I rolled my eyes. “Okay, thanks for the lesson in manners, Blood,” I said. “But if you ever punch me before I’ve had my coffee again, I’ll step on your big toe, and make it hurt.”
“I didn’t punch you,” he said. “I merely tapped you to get your attention. You ain’t never felt one of my punches.”
He was telling the absolute truth. A Blood full-frontal-assault punch to the jaw would pretty much shatter every bone in my face. Rumor has it that during his semi-pro football days, he stiff-armed a linebacker as he was making his way to the goal line, and dented the guy’s facemask. Facing the door, I made out the reflection of a van pulling up behind us, parking. A black van with tinted windows. In my head I whispered, FBI.

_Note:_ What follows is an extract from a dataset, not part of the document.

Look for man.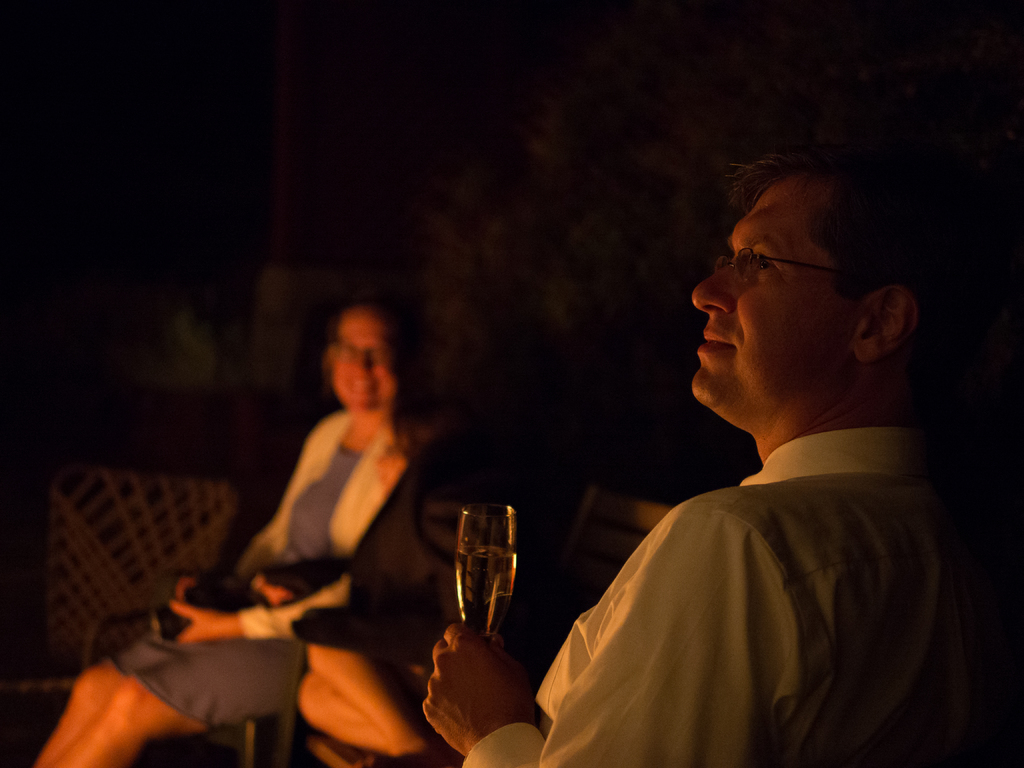
Found: 513,140,988,751.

Reaching for the door handle, I pulled it open just a touch. “Can I get you anything, Ms. Hylton?”
“No, thanks, Keeper,” she said. “The coffee in my hand will do the trick.” I opened the door wider. “Mr. Blood, after you.”
“You learning,” he said as he stepped into the shop ahead of me.

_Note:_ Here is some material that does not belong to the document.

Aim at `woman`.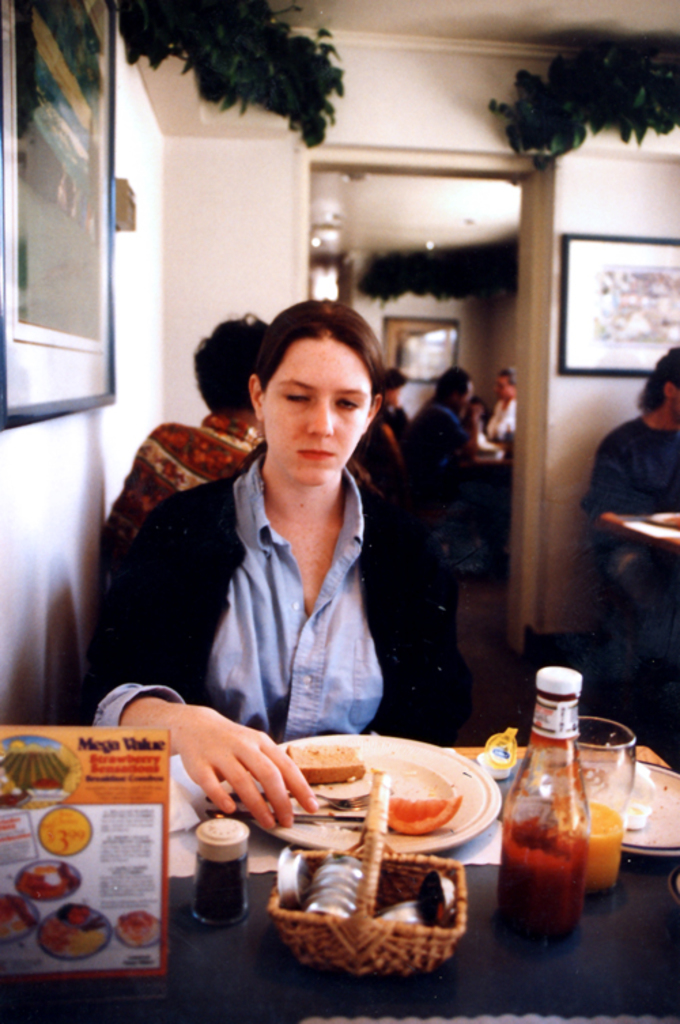
Aimed at [x1=78, y1=299, x2=472, y2=830].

Inside, the place was busy mostly with cops and troopers grabbing their morning pick me up. Working people in jeans and T-shirts, work boots, and soiled baseball hats. People who weren’t boycotting Starbucks, so much as they couldn’t afford to shell out five bucks for a small coffee even if they wanted to. But then, Starbucks was a stranger to a strictly lower to middle class prison hamlet like Dannemora.

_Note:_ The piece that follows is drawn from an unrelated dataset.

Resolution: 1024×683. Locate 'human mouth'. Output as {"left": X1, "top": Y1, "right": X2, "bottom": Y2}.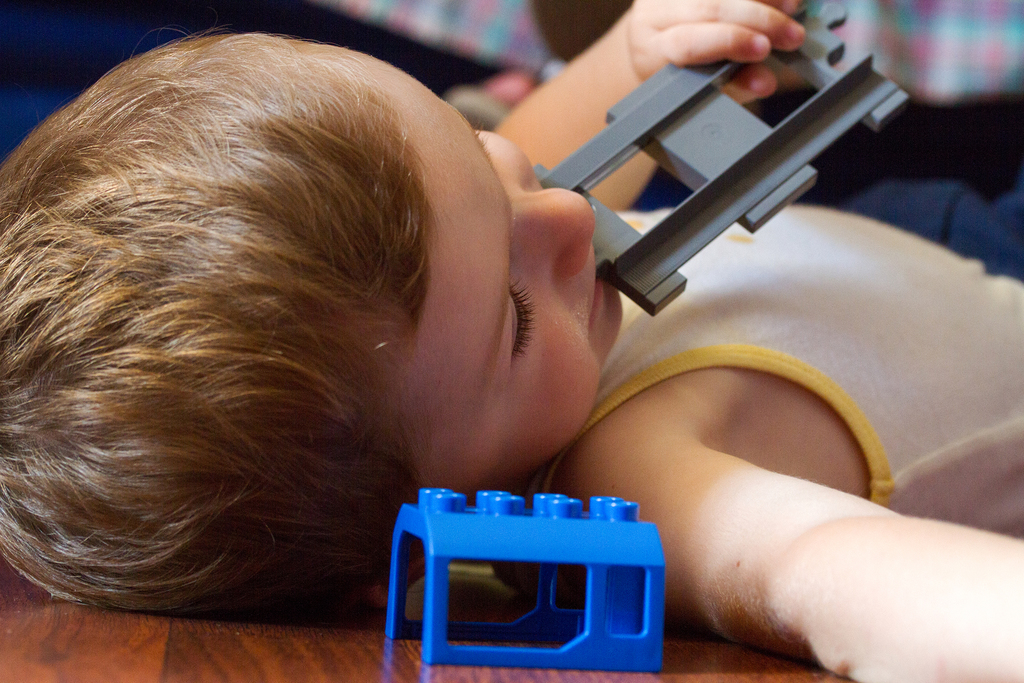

A uniformed trooper was standing at the counter, a cup of coffee in hand. He was staring up at the television mounted to the wall behind the cashier.
Vincent D’Amico.
I poured coffee into two large paper cups, pressed the plastic sippy lids on top, dropped a five on the counter, told the tired-looking kid working the register to keep the change.
“Thirty-six cents,” he said, deadpan. “Thanks.”
“I’m all about helping out my fellow man,” I said.
I took a few steps back, so that I not only stood shoulder to shoulder with D’Amico, but so we both faced the flat-screen television. Rather, shoulder to shoulder was a bi
t of a misnomer since his shoulder only came up about as far as my elbow.
On the television, the attractive female reporter who was eating inside Fang’s the night before stood outside the entry gates to Dannemora Prison. She was tall, her short dirty blonde hair parted over her right eye. Pretty eyes, ample breasts, hour-glass figure. She was speaking intensely into a handheld mic about yet another day without a clue as to the whereabouts of Moss and Sweet. That at this point, the two cons could be located anywhere from Canada to Mexico, despite the hordes of law enforcement officials having joined in the hunt. Just the sight of her provided more of a wake up than the hot caffeinated beverage in my hands.
I stole a sip of my coffee.
“Damnedest thing, isn’t it?” I said, my eyes shifting from the TV to the top of D’Amico’s jarhead and back again.
“What’s the damnedest thing?” he said. His voice was high-pitched for an adult male, but not for a male who wasn’t much taller than your average racehorse jockey. I’d always assumed the state troopers had a height requirement. Or maybe he had friends in tall places.
“The escape,” I said. “You ask me, those two cons are close by.”
D’Amico was an intense man. You could almost feel the tension oozing off of him, the same way you hear the buzz of high tension wires when you passed beneath them. A man ready to explode at the slightest provocation. And I felt like I just pushed one of his many buttons.
He looked up at me, quick. “I know you, chief?”
I went to hold out my right hand, politely. But then quickly realized the hand was…how do they say it in France? Occupado.
“Jack Marconi,” I said. “My friends call me Keeper. I saw you from a distance at Fang’s last night.”
He nodded. “Well, Jack, what brings you to Dannemora?”
I cocked my head in the direction of the television.
“The prison break drama,” I said. “But then you knew that already, didn’t you?” Then, pursing my lips, “You think she’s married?”
He grunted and snickered. But it wasn’t a pleasant snicker.
“You a journalist?”
“Private eye,” I said. “Like Mike Hammer. Only better looking.”